Written between 2012 and 2020, and based on the experiences and murder of the former FSB officer and political activist Alexander Litvinenko, it was intended for a premiere at Grange Park Opera in 2020, but this was delayed by the COVID-19 epidemic until 2021.
Alexander Litvinenko was a Russian former FSB officer turned political dissident, who moved to London in 2000 and was murdered there in December 2006.
Bolton, who until his retirement in 2014 was a finance executive and an amateur composer, purchased in 2012 the opera rights to the biography by Litvinenko's wife Marina Death of a Dissident, after reading the book and meeting the author.

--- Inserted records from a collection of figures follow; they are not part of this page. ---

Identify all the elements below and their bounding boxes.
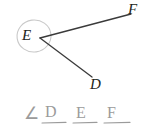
ray-ef — [40, 14, 131, 38]
answer-letter-f: F — [107, 105, 116, 121]
handwritten-answer-marks — [42, 122, 130, 123]
answer-letter-e: E — [76, 105, 86, 121]
answer-angle-symbol: ∠ — [24, 105, 39, 122]
underline-e — [73, 122, 97, 123]
geometry-figure: E F D ∠ D E F — [0, 0, 148, 127]
underline-d — [42, 122, 66, 123]
underline-f — [104, 122, 130, 123]
point-label-e: E — [22, 28, 31, 43]
ray-ed — [40, 38, 92, 77]
answer-letter-d: D — [45, 104, 57, 120]
point-label-d: D — [90, 77, 101, 92]
point-label-f: F — [128, 2, 137, 17]
figure-canvas — [0, 0, 148, 127]
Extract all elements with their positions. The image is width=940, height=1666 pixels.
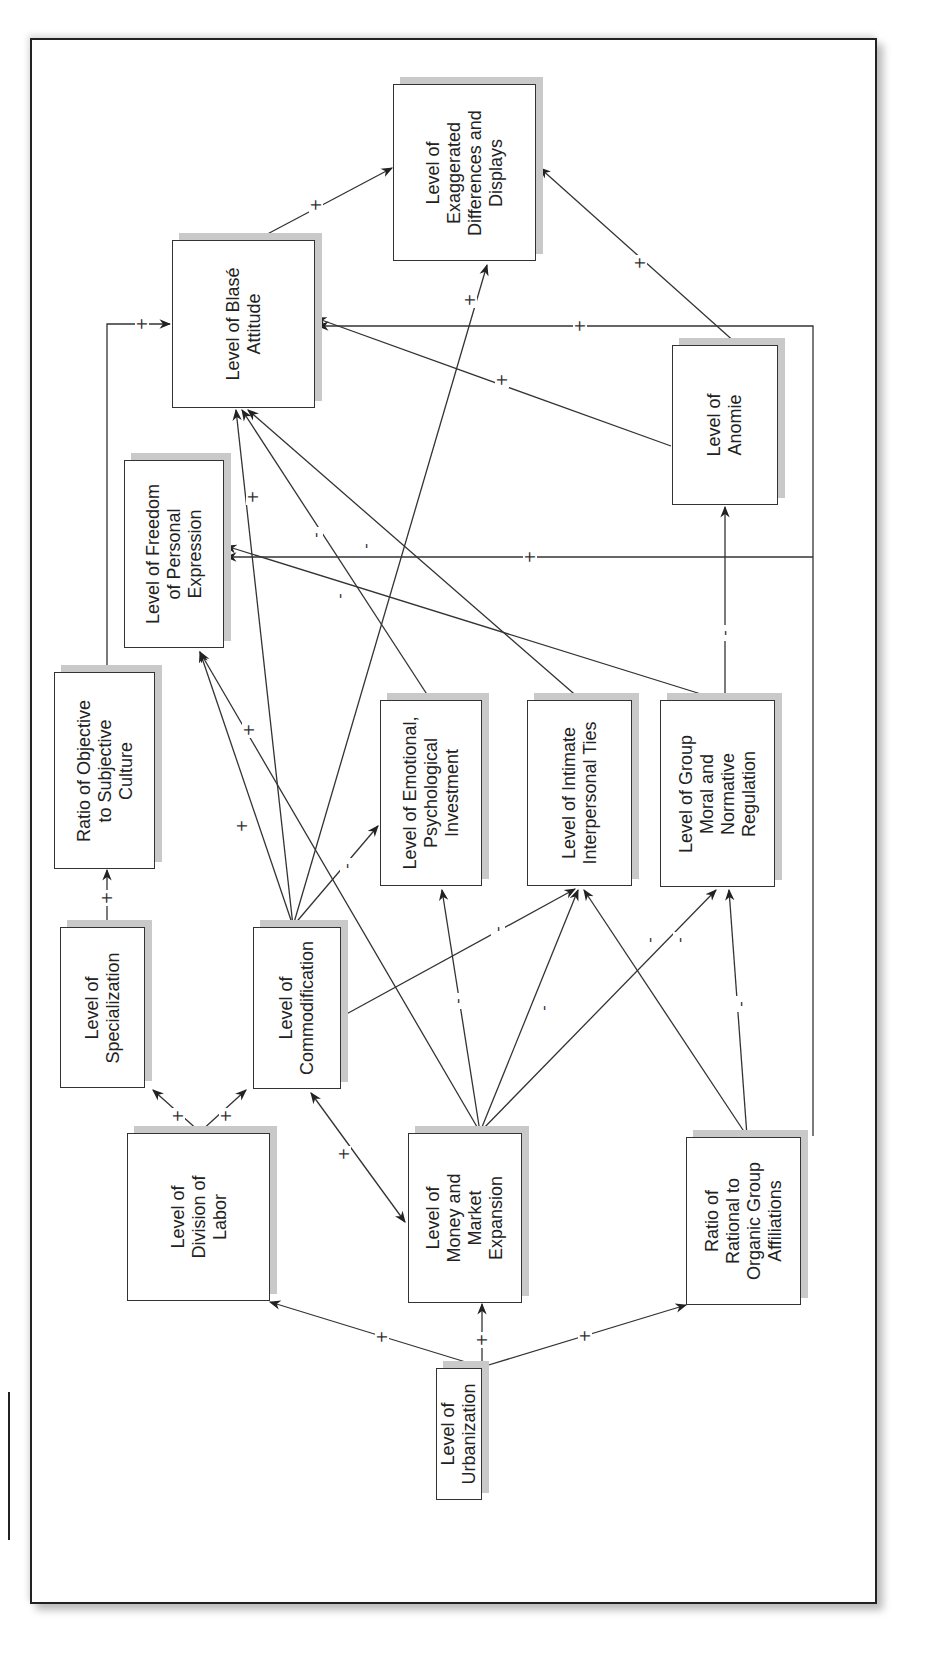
node-label: Level of Urbanization — [438, 1383, 480, 1484]
node-freedom-expression: Level of Freedom of Personal Expression — [124, 460, 224, 648]
node-label: Level of Exaggerated Differences and Dis… — [423, 110, 507, 236]
positive-sign: + — [461, 294, 479, 307]
negative-sign: - — [331, 593, 349, 598]
node-urbanization: Level of Urbanization — [436, 1368, 482, 1500]
edge-group-moral-to-freedom-expression — [226, 546, 717, 699]
node-label: Level of Group Moral and Normative Regul… — [676, 734, 760, 852]
node-exaggerated-differences: Level of Exaggerated Differences and Dis… — [393, 84, 536, 261]
node-label: Level of Specialization — [82, 952, 124, 1063]
positive-sign: + — [521, 551, 539, 564]
positive-sign: + — [169, 1110, 187, 1123]
negative-sign: - — [338, 863, 356, 868]
edge-commodification-to-money-market — [311, 1093, 405, 1222]
node-anomie: Level of Anomie — [672, 345, 778, 505]
node-label: Level of Money and Market Expansion — [423, 1173, 507, 1262]
edge-blase-attitude-to-exaggerated-differences — [258, 168, 392, 239]
node-label: Level of Commodification — [276, 941, 318, 1075]
positive-sign: + — [576, 1330, 594, 1343]
node-money-market: Level of Money and Market Expansion — [408, 1133, 522, 1303]
positive-sign: + — [493, 374, 511, 387]
node-blase-attitude: Level of Blasé Attitude — [172, 240, 315, 408]
positive-sign: + — [473, 1334, 491, 1347]
edge-money-market-to-group-moral — [480, 890, 716, 1132]
node-label: Ratio of Objective to Subjective Culture — [73, 699, 136, 841]
node-intimate-ties: Level of Intimate Interpersonal Ties — [527, 700, 632, 886]
positive-sign: + — [307, 199, 325, 212]
negative-sign: - — [535, 1005, 553, 1010]
edge-commodification-to-freedom-expression — [200, 652, 293, 926]
edge-commodification-to-emotional-investment — [293, 826, 378, 926]
positive-sign: + — [133, 318, 151, 331]
positive-sign: + — [571, 320, 589, 333]
edge-rational-organic-to-group-moral — [729, 890, 747, 1136]
negative-sign: - — [307, 532, 325, 537]
negative-sign: - — [732, 1001, 750, 1006]
diagram-canvas: ++++++++++++------+++-----++ Level of Ur… — [0, 0, 940, 1666]
negative-sign: - — [671, 937, 689, 942]
positive-sign: + — [244, 491, 262, 504]
positive-sign: + — [335, 1148, 353, 1161]
negative-sign: - — [641, 937, 659, 942]
edge-rational-organic-to-intimate-ties — [584, 890, 747, 1136]
negative-sign: - — [357, 543, 375, 548]
node-specialization: Level of Specialization — [60, 927, 145, 1088]
positive-sign: + — [98, 892, 116, 905]
node-label: Level of Emotional, Psychological Invest… — [400, 716, 463, 869]
positive-sign: + — [240, 724, 258, 737]
node-label: Level of Anomie — [704, 393, 746, 456]
node-division-of-labor: Level of Division of Labor — [127, 1133, 270, 1301]
positive-sign: + — [233, 820, 251, 833]
node-label: Level of Intimate Interpersonal Ties — [559, 721, 601, 864]
positive-sign: + — [217, 1110, 235, 1123]
node-label: Level of Division of Labor — [167, 1175, 230, 1258]
node-label: Level of Blasé Attitude — [223, 267, 265, 380]
node-objective-subjective: Ratio of Objective to Subjective Culture — [54, 672, 155, 869]
edge-money-market-to-emotional-investment — [442, 890, 480, 1132]
node-label: Level of Freedom of Personal Expression — [143, 484, 206, 624]
node-emotional-investment: Level of Emotional, Psychological Invest… — [380, 700, 482, 886]
negative-sign: - — [716, 630, 734, 635]
positive-sign: + — [373, 1331, 391, 1344]
node-commodification: Level of Commodification — [253, 927, 341, 1089]
node-rational-organic: Ratio of Rational to Organic Group Affil… — [686, 1137, 801, 1305]
negative-sign: - — [489, 926, 507, 931]
negative-sign: - — [449, 998, 467, 1003]
node-label: Ratio of Rational to Organic Group Affil… — [702, 1162, 786, 1280]
node-group-moral: Level of Group Moral and Normative Regul… — [660, 700, 775, 887]
edge-commodification-to-blase-attitude — [236, 410, 293, 926]
positive-sign: + — [631, 257, 649, 270]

A variety of scenes include: Litvinenko and his wife reminiscing on their six years of life in Britain and his former work with the FSB; the siege of the Dubrovka Theatre in Moscow in 2002, and the reporting of the event by the reporter Anna Politkovskaya; Litvinenko's experiences in Chechnya during the Second Chechen War; his refusal when ordered to assassinate the oligarch Boris Berezovsky; and his public exposure on Russian TV of state corruption.
In The Times, Richard Morrison's review was headed "A worthy tale of murder and mayhem - shame about the music", calling the score "drearily atonal" and complaining that Hesketh-Harvey's libretto was "stodgy".